Sunday 20 May 2012  |   THE NEWS CHANNEL
Published: 26/08/2009 00:00 - Updated: 23/02/2010 13:35

Digging for clues - long dead First World War soldiers give up their secrets to science

Decades of quiet on the First World War's Western Front have been disturbed by the exhumation of soldiers' bodies from a mass grave in the village of Fromelles.

The hope is that some of the fallen, seven of whom came from Milton Keynes, can be identified.

Reporter JESSICA CUNNIFFE travelled to France as the final few bodies were being excavated.

(Media 1877)

As they went off to war they were each known by a unique service number.

Now, as the bones of First World War soldiers are carefully lifted from the soil, they are being given a new number, denoting where their body was found.

In this corner of a foreign field, osteoarchaeologists - who specialise in recovering human remains - dust the nameless but numbered corpses in a marquee.

As the white-suited specialists lie facedown on planks of wood that bridge the metre-deep Grave 5, two skeletons look back up at them.

It is the first time daylight has touched them since the Germans cleared hundreds of battle-battered bodies, heaped them on a hand-pushed railway and filled six of the eight graves they had dug 93 years ago.

Now, as specialists dig and dust their way through Pheasant Wood, they learn that the soldiers' bodies were layed out methodically by the Germans.

Since the excavation began in May, they have exhumed 222 of these. Around 30 are thought to remain.

Part Time Team, part crime scene, this bizarre production line, which starts at this grave and ends at another, intends to match up the soldiers' body numbers with their service numbers.

Even in 2009, finding bodies is not unusual on theWesternFront. Farmers in Belgium and France come across limbs almost as frequently as shells and shrapnel.

But, as Steve Martin, co-chairman of the Fromelles management board, said: "This is the largest recovery of FirstWorld War dead I'm aware of, being done at a level of scientific rigour not done before." The two-day Battle of Fromelles was, according to Peter Francis of the Commonwealth and War Graves Commission, 'an absolute disaster'.

It intended to divert German resources from the Battle of the Somme, sending soldiers over the top to essentially say 'shell and shoot us instead'.

The pointless attack started on July 19, 1916, when the British 61st and 5th Australian divisions were faced with, as one survivor put it, 'bullets swishing in a flat criss-crossed lattice of death'.

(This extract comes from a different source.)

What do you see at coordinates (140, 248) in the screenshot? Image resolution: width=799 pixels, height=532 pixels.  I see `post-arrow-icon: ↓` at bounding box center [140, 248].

The result was 1,780 Australians and 503 Britons dead.

Nearly a century on, it is not khakicoloured figures but specialists in green overalls that swarm the area. Shellfire has been replaced with posters depicting poison gas, fuses and detonators, warning 'do not touch, inform your supervisor'.

Instead of bunkers, portacabins fill the fields.

One of these, a makeshift mortuary, contains library-like shelves that hold 45 plastic boxes - 45 bodies.

Body G3 1973b is labelled 'for processing'.

Having been photographed in the radiography room, it is ready for the wet room, where eight sets of bones are washed each day.

The team's painstaking work is punctuated by reminders of the reality of war, such as one specialist who found a skeleton with a train ticket from Fremantle to Perth - a return.

Body G3 1973b will soon make its way to the anthropology room, where it will be laid out in anatomical form.

Here the experts can gauge the age, height, dental health, lifestyle, ancestry, ailments and facial features of the solider, recording anything that could help identify him.

Many veterans would not speak about what they saw during the war, but these soldiers' remains tell the experts a great deal.

For one thing, the bones are noticeably scarred. One skeleton, for example, was apparently shot through the back and throat. It lies next to another whose abdomen was torn apart by shrapnel.

Over in the finds room, Kate Brady, an artefacts and research specialist, sorts through the eyelets, boots, buckles, crucifixes, coins and socks.

The things they are found with - even still wearing - provide an insight into life on the front line.

For example, aluminium rings, crafted from the fuses from German shells, reveal the boredom and resourcefulness in the trenches.

Most poignant was one mud-preserved keepsake - a tiny leather heart, sewn up around the edges, containing a lock of human hair.

During its journey body G3 1973b will have its DNA recorded.

Meanwhile, the Ministry of Defence's Joint Casualty and Compassionate Centre will compile a database of the DNA of the casualties' relatives.

Sue Raftree, who is co-ordinating the search, said: "We're delighted that we can find the families and take them forward in the project. Hopefully, fingers crossed, we may find their relative, though the likelihood is slim." So far 131 have come forward, three in relation to Milton Keynes soldiers.

Nearby they are building what will be the final destination for body G3 1973b: a new cemetery, where burials will start in February 2010.

So after a war that largely took place below ground level - in the trenches, dugouts, tunnels and unmarked graves - that is where the bodies will remain, but this time with the honour they deserve.

■ If you think you are related to one of the soldiers, call Sue Raftree on 01452 712612 ext 6303.